"Where Norman stone meets fenland sky, and prayer has risen unbroken for nearly fourteen centuries"
Ely Cathedral
Ely, England, United Kingdom
Rising from the flat fenlands of East Anglia like a ship on a calm sea, Ely Cathedral has anchored worship on this site since the 7th century. Its Norman nave stretches toward a medieval engineering miracle: the Octagon, flooding the crossing with light. Here, where St Etheldreda founded her monastery and choral evensong still fills the stone, the thin place persists.
Weather & Best Time
Plan Your Visit
Save this site and start planning your journey.
Quick Facts
Location
Ely, England, United Kingdom
Tradition
Site Type
Year Built
672, 1083, 1109
Coordinates
52.3986, 0.2639
Last Updated
Jan 29, 2026
Learn More
Ely Cathedral's story begins with St Etheldreda, an Anglo-Saxon princess who chose this fenland island for her monastery in 673 CE. Vikings destroyed her foundation, but it rose again as a Benedictine abbey, then became one of England's great Norman cathedrals. Through Reformation, civil war, and the modern era, worship has continued virtually unbroken, making this one of the longest-continuous sacred sites in English Christianity.
Origin Story
Etheldreda was born a princess of East Anglia around 636 CE, daughter of King Anna. Twice married for political alliance, she remained dedicated to virginity and religious life, eventually persuading her second husband to let her take the veil. In 673 she came to Ely, an island in the fens that had been part of her dowry, and established a double monastery for monks and nuns.
She served as abbess until her death in 679, reportedly from a throat tumor she interpreted as divine punishment for youthful vanity in wearing necklaces. When her body was exhumed sixteen years later for translation to a finer tomb, it was found incorrupt, the tumor scar healed. This incorruption became central to her cult. Pilgrims would later travel from across Europe seeking healing, particularly for throat and neck ailments.
Viking raiders destroyed Etheldreda's monastery around 870 CE, killing the community. For a century the site lay desolate. Then in 970, Bishop Ethelwold of Winchester refounded it as a Benedictine abbey, and continuous worship resumed. The Norman conquest brought Abbot Simeon, kinsman of William the Conqueror, who in 1083 began the great stone church that still stands. In 1109 Ely became a cathedral, seat of a new diocese, and the monastery simultaneously served as cathedral chapter.
Key Figures
St Etheldreda
Æthelthryth
founder
Anglo-Saxon princess and virgin saint who founded the original monastery in 673 CE. Her incorrupt body and healing miracles made Ely one of medieval England's most important pilgrimage centers. Her feast day is celebrated on June 23.
Alan of Walsingham
architect
The sacrist who, after the Norman tower's collapse in 1322, designed the unprecedented Octagon that remains Ely's most distinctive feature. His engineering imagination transformed disaster into transcendence.
St Sexburga
abbess
Sister of Etheldreda and second abbess of Ely, she continued her sister's foundation and arranged the translation of her body. Feast day July 6.
William Hurley
master carpenter
Royal master carpenter who engineered the timber lantern of the Octagon, solving the seemingly impossible problem of suspending 400 tons of wood and lead above the stone crossing.
Spiritual Lineage
The monastic community that Ethelwold refounded in 970 persisted until Henry VIII's Dissolution in 1539. For five and a half centuries, Benedictine monks maintained the daily round of prayer and worship, their lives structured by the Rule of St Benedict. The Dissolution ended the monastic presence, but the cathedral continued with a new chapter of secular canons. Through the Reformation's destruction of shrines and images, through the Civil War years when Cromwell himself (who lived in Ely) ordered the cathedral closed, through restoration and revival, worship has continued. The choral tradition is particularly remarkable. A boys' choir has sung at Ely since the monastery's refoundation, making it one of the oldest continuous musical traditions in England. Girls were added in 2006, broadening without breaking the chain that connects today's choristers to medieval predecessors singing the same psalms in the same space.
Know a Sacred Site We Should Include?
Help us expand our collection of sacred sites. Share your knowledge and contribute to preserving the world's spiritual heritage.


** Task description **
Go through the listing below and work out how many lines hold "Image"; reply with the figure alone.

** Provided data **
-.-.-
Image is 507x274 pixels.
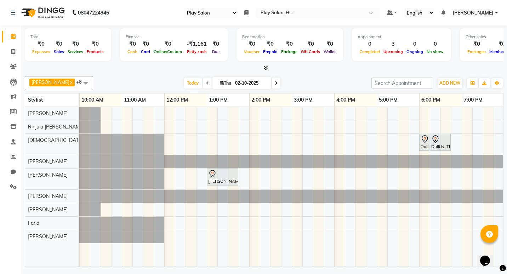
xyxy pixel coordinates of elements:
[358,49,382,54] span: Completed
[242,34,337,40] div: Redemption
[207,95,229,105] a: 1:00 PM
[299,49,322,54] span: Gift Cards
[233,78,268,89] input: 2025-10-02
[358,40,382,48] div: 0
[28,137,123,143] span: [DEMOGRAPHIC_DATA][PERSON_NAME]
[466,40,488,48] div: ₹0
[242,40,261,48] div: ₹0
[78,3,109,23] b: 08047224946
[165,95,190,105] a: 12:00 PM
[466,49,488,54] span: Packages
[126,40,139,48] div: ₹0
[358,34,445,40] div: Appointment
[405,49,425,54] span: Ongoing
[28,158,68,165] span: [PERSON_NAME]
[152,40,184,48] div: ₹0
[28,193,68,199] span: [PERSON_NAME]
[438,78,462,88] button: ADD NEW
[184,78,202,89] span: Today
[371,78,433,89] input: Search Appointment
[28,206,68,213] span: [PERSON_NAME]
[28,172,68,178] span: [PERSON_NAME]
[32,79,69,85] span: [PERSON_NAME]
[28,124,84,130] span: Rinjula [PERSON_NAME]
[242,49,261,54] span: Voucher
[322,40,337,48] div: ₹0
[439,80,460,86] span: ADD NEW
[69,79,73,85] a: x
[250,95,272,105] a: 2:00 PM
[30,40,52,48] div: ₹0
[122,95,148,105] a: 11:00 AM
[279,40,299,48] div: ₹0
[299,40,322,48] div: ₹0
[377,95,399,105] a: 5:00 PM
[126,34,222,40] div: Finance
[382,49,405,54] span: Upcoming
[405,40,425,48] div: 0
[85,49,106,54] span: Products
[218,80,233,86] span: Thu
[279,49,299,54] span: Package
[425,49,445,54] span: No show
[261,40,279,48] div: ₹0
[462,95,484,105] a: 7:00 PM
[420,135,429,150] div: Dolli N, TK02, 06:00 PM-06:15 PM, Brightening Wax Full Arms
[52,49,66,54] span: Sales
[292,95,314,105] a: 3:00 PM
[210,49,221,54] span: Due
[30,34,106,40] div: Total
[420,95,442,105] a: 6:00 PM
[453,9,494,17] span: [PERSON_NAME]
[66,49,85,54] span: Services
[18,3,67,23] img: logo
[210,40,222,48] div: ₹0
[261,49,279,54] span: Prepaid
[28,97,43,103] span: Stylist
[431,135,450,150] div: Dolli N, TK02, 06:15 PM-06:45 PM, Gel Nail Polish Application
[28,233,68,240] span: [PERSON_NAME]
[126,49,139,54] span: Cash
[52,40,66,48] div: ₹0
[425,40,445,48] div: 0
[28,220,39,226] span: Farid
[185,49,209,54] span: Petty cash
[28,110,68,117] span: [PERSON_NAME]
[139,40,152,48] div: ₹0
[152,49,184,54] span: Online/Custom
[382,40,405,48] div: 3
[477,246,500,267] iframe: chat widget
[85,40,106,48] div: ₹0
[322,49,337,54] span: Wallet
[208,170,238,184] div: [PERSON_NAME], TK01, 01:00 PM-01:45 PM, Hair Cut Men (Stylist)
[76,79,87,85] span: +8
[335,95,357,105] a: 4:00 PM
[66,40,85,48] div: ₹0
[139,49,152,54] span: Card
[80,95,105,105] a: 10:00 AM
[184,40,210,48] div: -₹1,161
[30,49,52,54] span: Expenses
-.-.-
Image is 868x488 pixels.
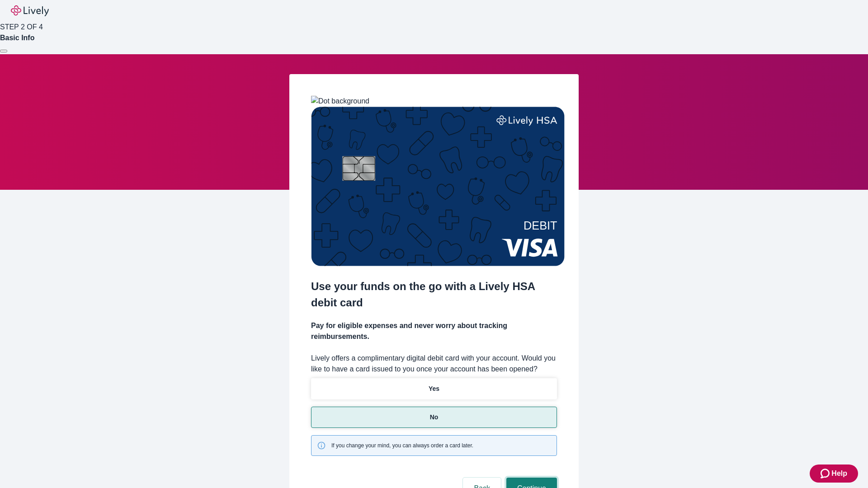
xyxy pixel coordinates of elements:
-.-.-
** Problem solution **
2